Las Vegas Sun

April 26, 2024

Major gamers spend more than $1 million in off-campaign year, mostly on arena fight, Sandoval, Sisolak

Nevada’s major gaming companies reported spending more than $1 million on political activity last year, more than half of it by MGM Resorts International and Boyd Gaming to block an arena proposal proposed by Caesars Entertainment.

The costs of that legal and political fight are detailed below, as are the totals for the major casino corporations. One caveat: Some individual property donations are not included in the tallies, but they were minimal and generally went to one of the two fundraising juggernauts of 2011, Gov. Brian Sandoval ($700,000) or Clark County Commissioner Steve Sisolak ($1.2 million. Who knows? That could be the 2014 gubernatorial race matchup….

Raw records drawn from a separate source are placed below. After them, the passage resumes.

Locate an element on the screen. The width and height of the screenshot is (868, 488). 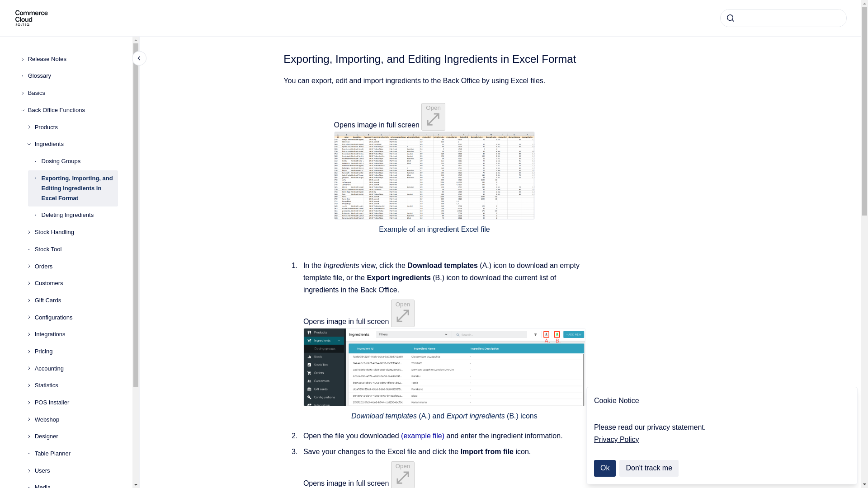
Ingredients is located at coordinates (76, 144).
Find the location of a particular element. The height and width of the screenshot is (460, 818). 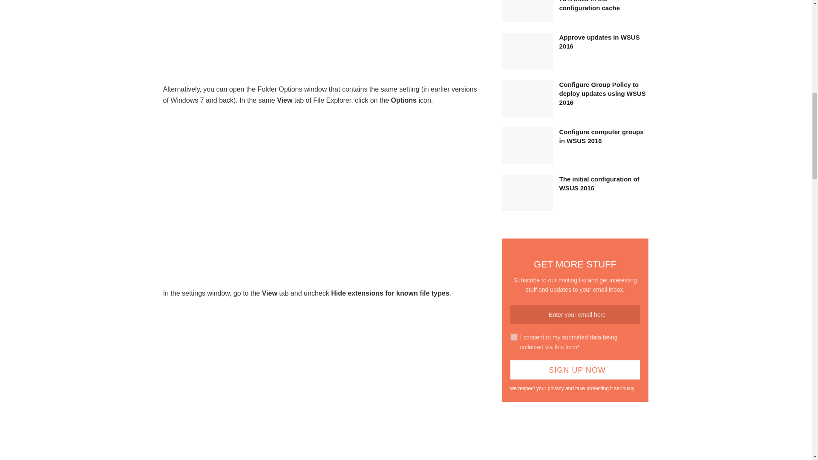

Enter your email here is located at coordinates (575, 314).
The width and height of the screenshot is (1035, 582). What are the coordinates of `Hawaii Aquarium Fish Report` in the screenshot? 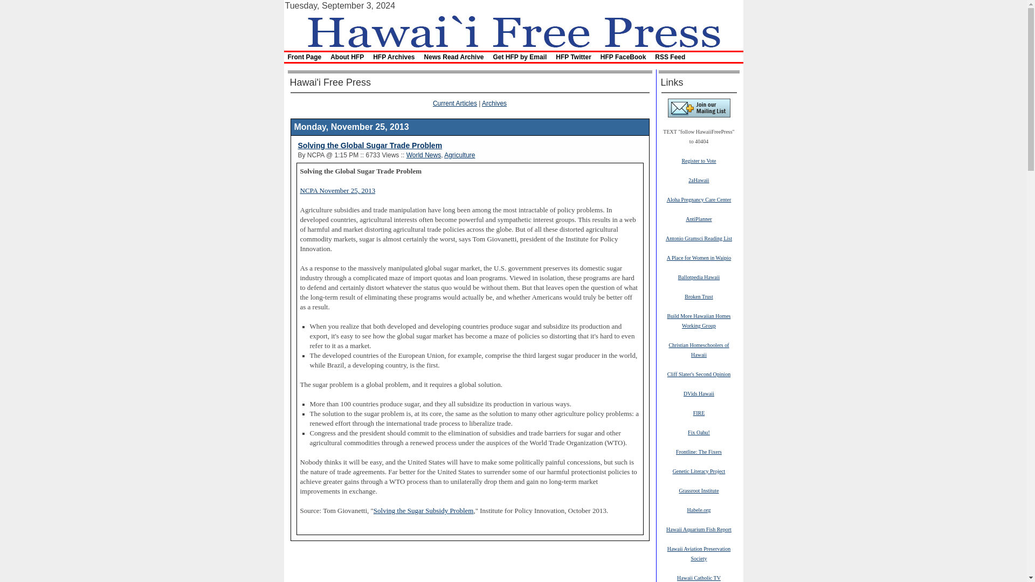 It's located at (699, 529).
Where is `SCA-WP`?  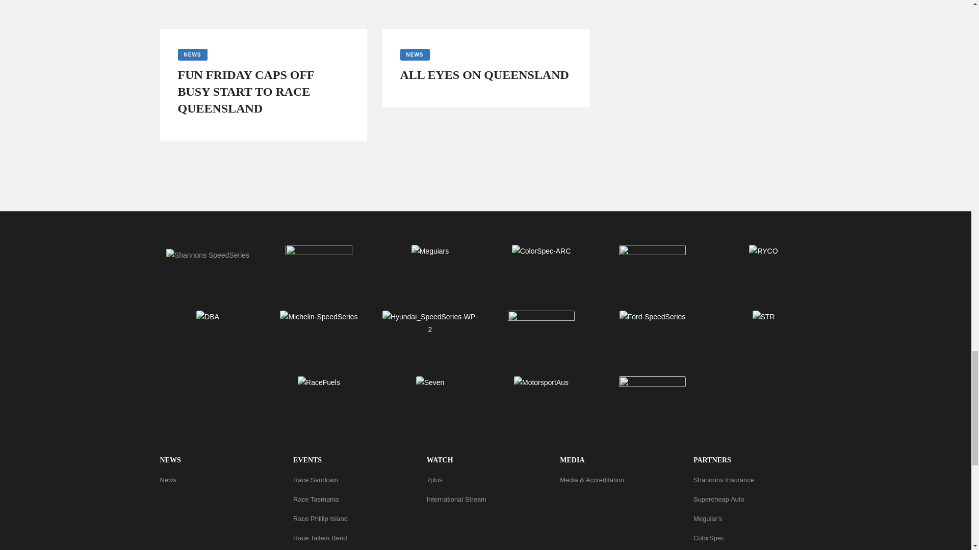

(These numbers were tallied using the secretary of state’s great new search engine, Aurora, the first time folks can comb through a searchable database. Try it for yourselves. And kudos to the SOS.)

Station: $80,000, $30,000 of which went to Clark County Commissioner Steve Sisolak

Also, many Democratic legislative incumbents don’t seem to fear the wrath of the Culinary union as they happily accepted money from the company. That includes Speaker-in-Hoping Marcus Conklin.

Wynn: $115,000, almost half to Gov. Brian Sandoval, either for him or his inauguration.

MGM Resorts: $446,000, nearly all of it to try to fight that arena proposal by Caesars Entertainment.

Caesars: $136,000, about a third of it on pushing that arena and about half on Gov. Brian Sandoval or his inauguration.

Las Vegas Sands: $195,000, about half in in-kinds to the Clark GOP and conservative Keystone and $35,000 to Sandoval or his inaugural committee. (Interesting note: The company gave $5,000 to County Commissioner Steve Sisolak, a rare donation to a Democrat, perhaps because Sisolak went after public sector unions.)